Fulton County public-works officials on June 17 outlined a phased plan to activate advanced metering infrastructure (AMI) for water billing, beginning with a pilot that would bring approximately 6,000 already-installed AMI-capable meters online.
David Clark, the county’s public-works director, said the county has about 80,000 water meters systemwide of which roughly 37,000 are AMI-capable from prior purchases. Clark recommended installing two collectors (likely on Alpharetta and Jones Bridge water-tower sites), updating vendor software licensing, and activating reads for roughly 6,000 meters in the pilot area. He estimated the one-time cost for that phase at about $45,000 (approximately $10,000 for collectors and $35,000 for software/license modifications) and noted a projected annual saving of about $83,000 on avoided manual meter reads.

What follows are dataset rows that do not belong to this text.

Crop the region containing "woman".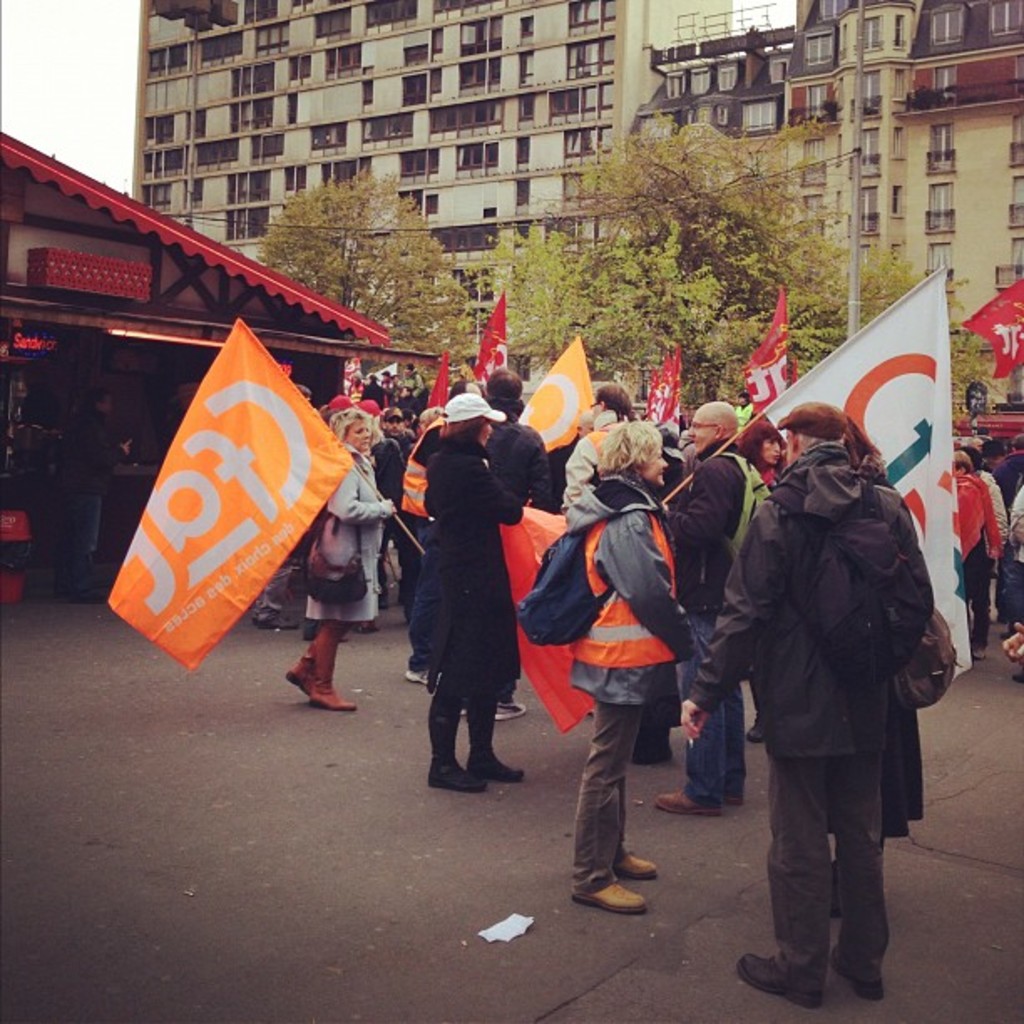
Crop region: box=[412, 355, 542, 823].
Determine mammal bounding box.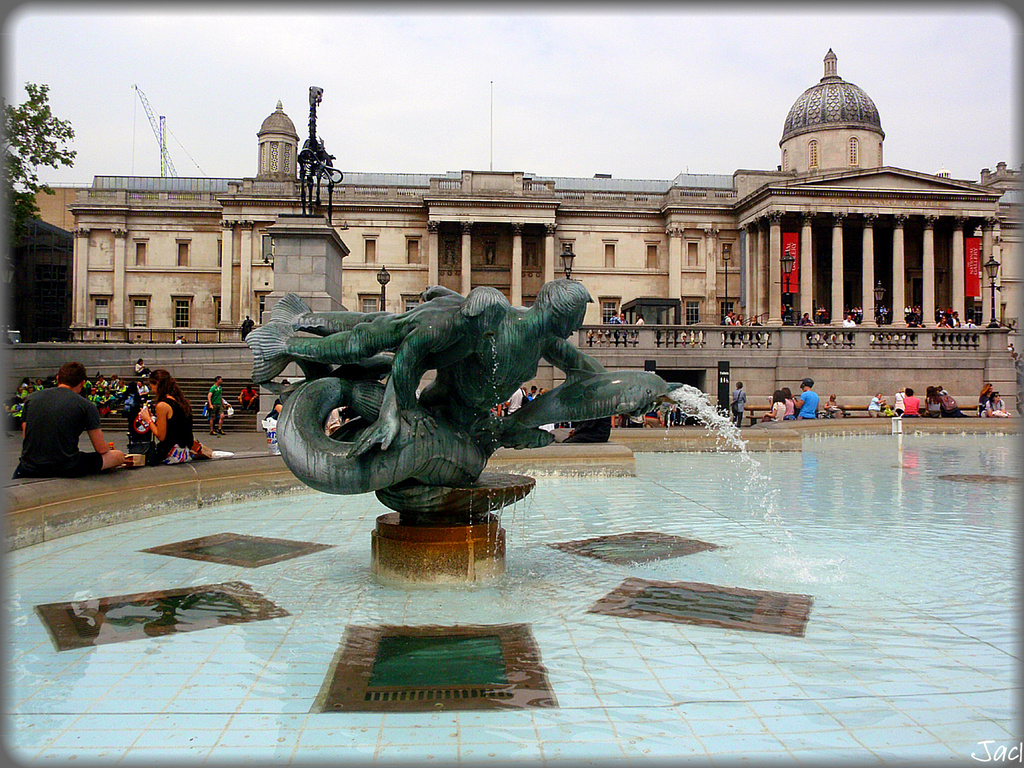
Determined: l=1007, t=341, r=1012, b=360.
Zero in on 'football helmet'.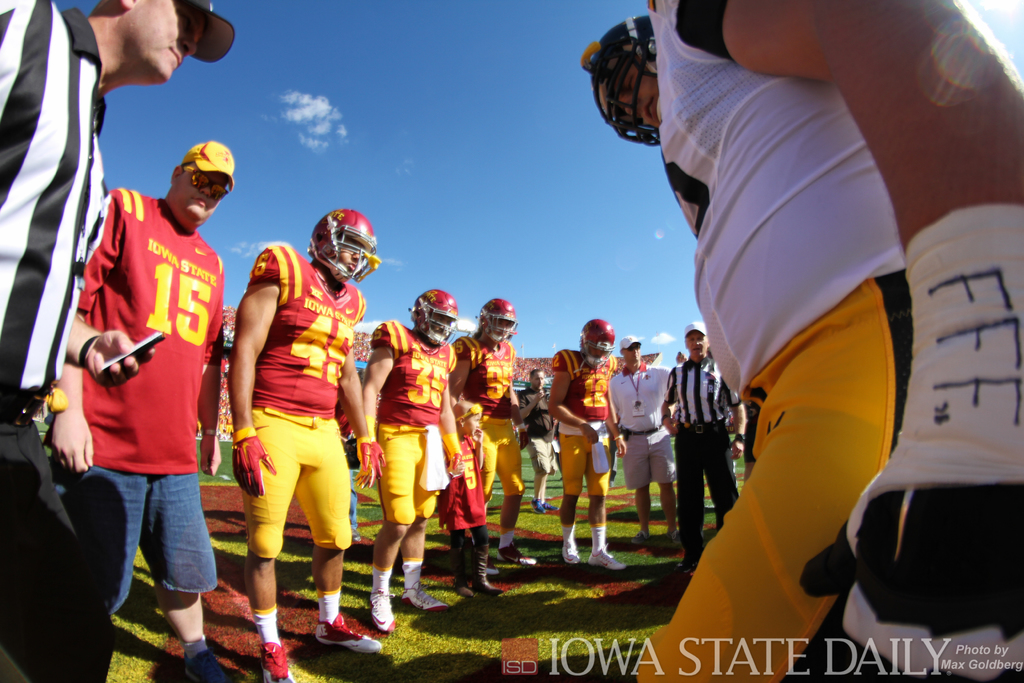
Zeroed in: 301, 206, 378, 286.
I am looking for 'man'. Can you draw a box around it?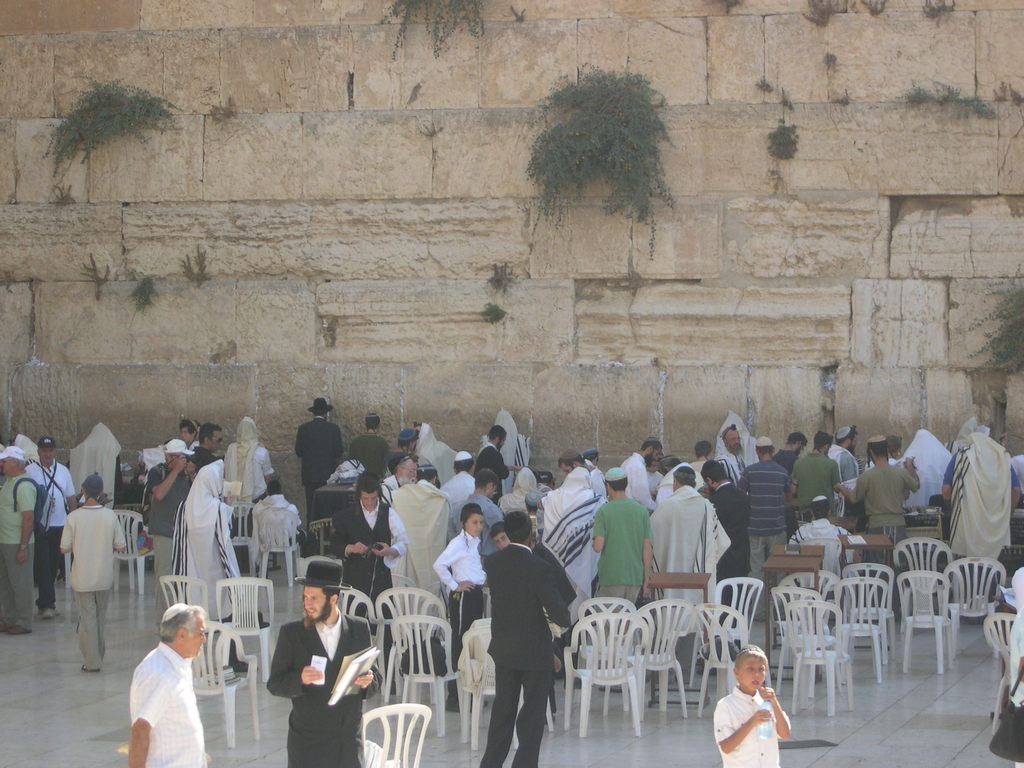
Sure, the bounding box is select_region(837, 435, 915, 621).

Clark described the phased approach as fiscally prudent: earlier procurement attempts for immediate countywide conversion produced either no viable vendor or metering-as-a-service proposals with high termination fees. He said broader conversion of 31,000 additional AMI-capable meters could require $1–3 million, and converting the remaining roughly 42,000 manual-read meters could range from about $36–42 million—numbers the county may address through a future rate study or bond sale.
Commissioners asked operational questions: how customers could access usage data and leak alerts, the number of towers available for collectors (nine tank locations), and timing. Clark said the pilot could launch as soon as this summer or early fall and that wider rollout could be accelerated depending on results and available funding.
The board approved related budget items elsewhere on the agenda; no final action to obligate the larger conversion was taken at this meeting. County staff said they would include AMI options in the upcoming 2027 rate study.